From the inside flap

“No one knows more about everything─especially rude, clever, and offensively compelling─than John Waters. The man in the pencil-thin mustache, auteur of the transgressive movie classics Pink Flamingos, Polyester, Hairspray, Cry-Baby, and A Dirty Shame, is one of the world’s great sophisticates, and in Mr. Know-It-All he serves it up raw: how to fail upward in Hollywood:; how to develop musical taste, from Nervous Norvus to Maria Callas: how to build a home so ugly and trendy that no one but you would dare live in it; more important, how to tell someone you love them without emotional risk; and, yes, how to cheat death itself. Through it all, Waters swears by one undeniable truth: ‘Whatever you might have heard, there is absolutely no downside to being famous. None at all.’

“Studded with cameos, from Divine and Mink Stole to Johnny Depp, Kathleen Turner, Patricia Hearst, and Tracy Ullman, and illustrated with unseen photos from the author’s personal collection, Mr. Know-It-All is Waters’ most hypnotically readable, upsetting, and revelatory book─another instant Waters classic.”


Review

Know-It-All is an amusing, smart-minded and sometimes laugh-out-loud read from the Pope of Filth, who dispenses advice, anecdotes and observations, gleaned from his years of experience. As one might expect, his advice is sound, his stories sometimes are a bit dirty, and humor laces many of observations.
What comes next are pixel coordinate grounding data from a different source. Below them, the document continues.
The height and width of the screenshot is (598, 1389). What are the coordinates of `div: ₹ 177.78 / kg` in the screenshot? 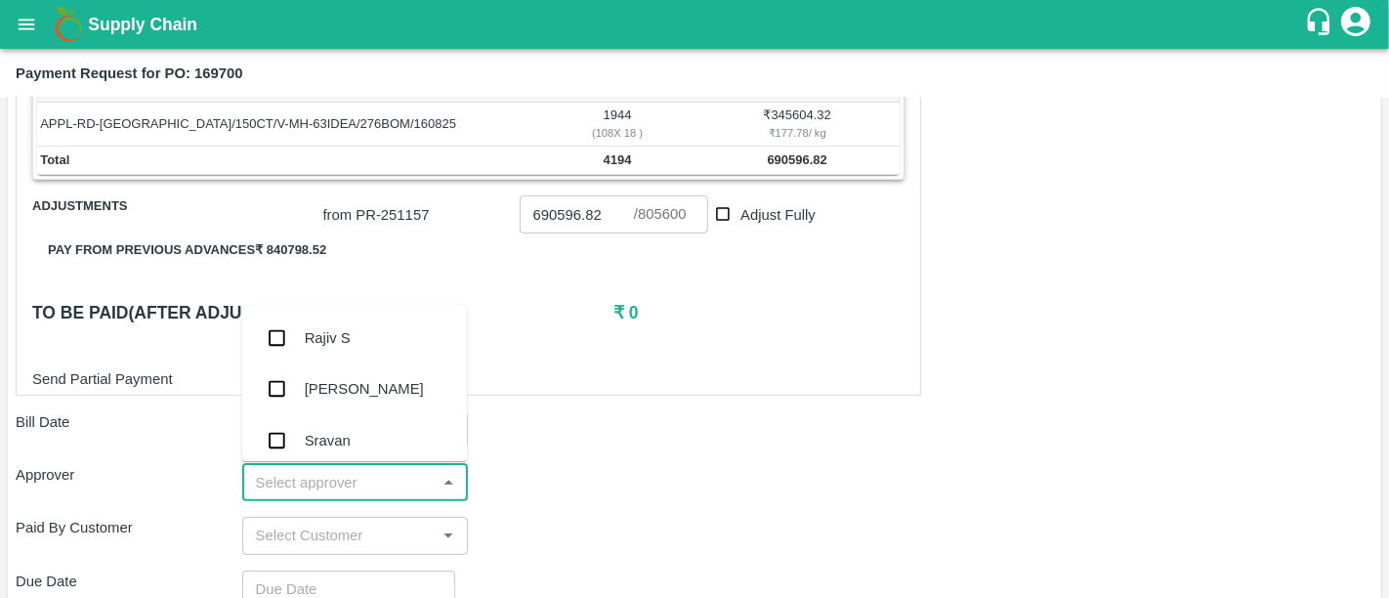 It's located at (797, 133).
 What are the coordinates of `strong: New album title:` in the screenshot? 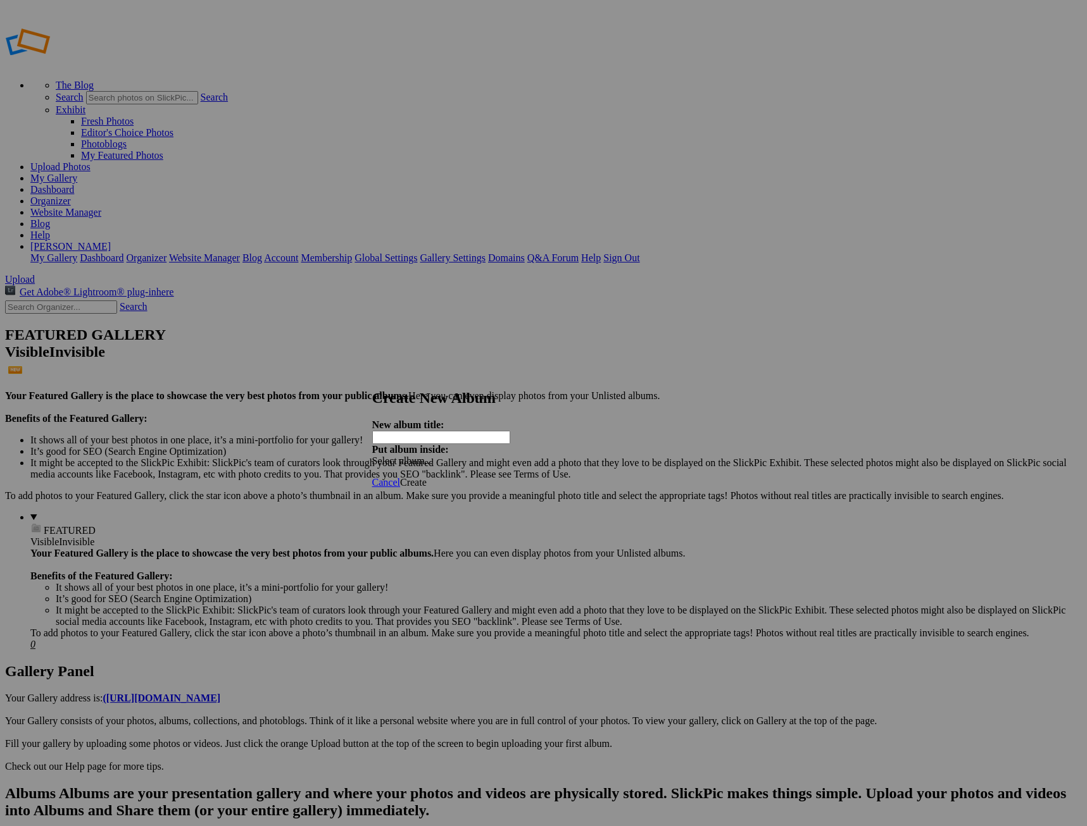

While it is not one of my favorite books by Waters─some of his wilder tangents lost me─it is worth reading, maybe owning for a few bucks.

Thursday, June 26, 2014

Carsick, by John Waters

(hb; 2014: fiction/nonfiction)


From the inside flap:

"John Waters is putting his life on the line. Armed with wit, a pencil-thin mustache, and a cardboard sign that reads 'I’m Not Psycho', he hitchhikes across America from Baltimore to San Francisco, braving lonely roads and treacherous drivers. But who should we be more worried about, the delicate film director with genteel manners or the unsuspecting travelers transporting the Pope of Trash?

"Along the way, Waters fantasises about the best and worst possible scenarios: a friendly drug dealer hands over piles of cash to finance films with no questions asked, a demolition-derby driver makes a filthy sexual request in the middle of a race, a gun-toting drunk terrorizes and holds him hostage, and a Kansas vice squad entraps and throws him in jail. So what really happens when this cult legend sticks out his thumb and faces the open road?"



Review:

Carsick is hilarious, horrifying, raunchy, pop culture savvy, smart and everything you would expect from a John Waters book.  If you're a fan of Waters, this is worth owning.  If you're not, check this out from the library or buy a used copy instead of purchasing it at its full price.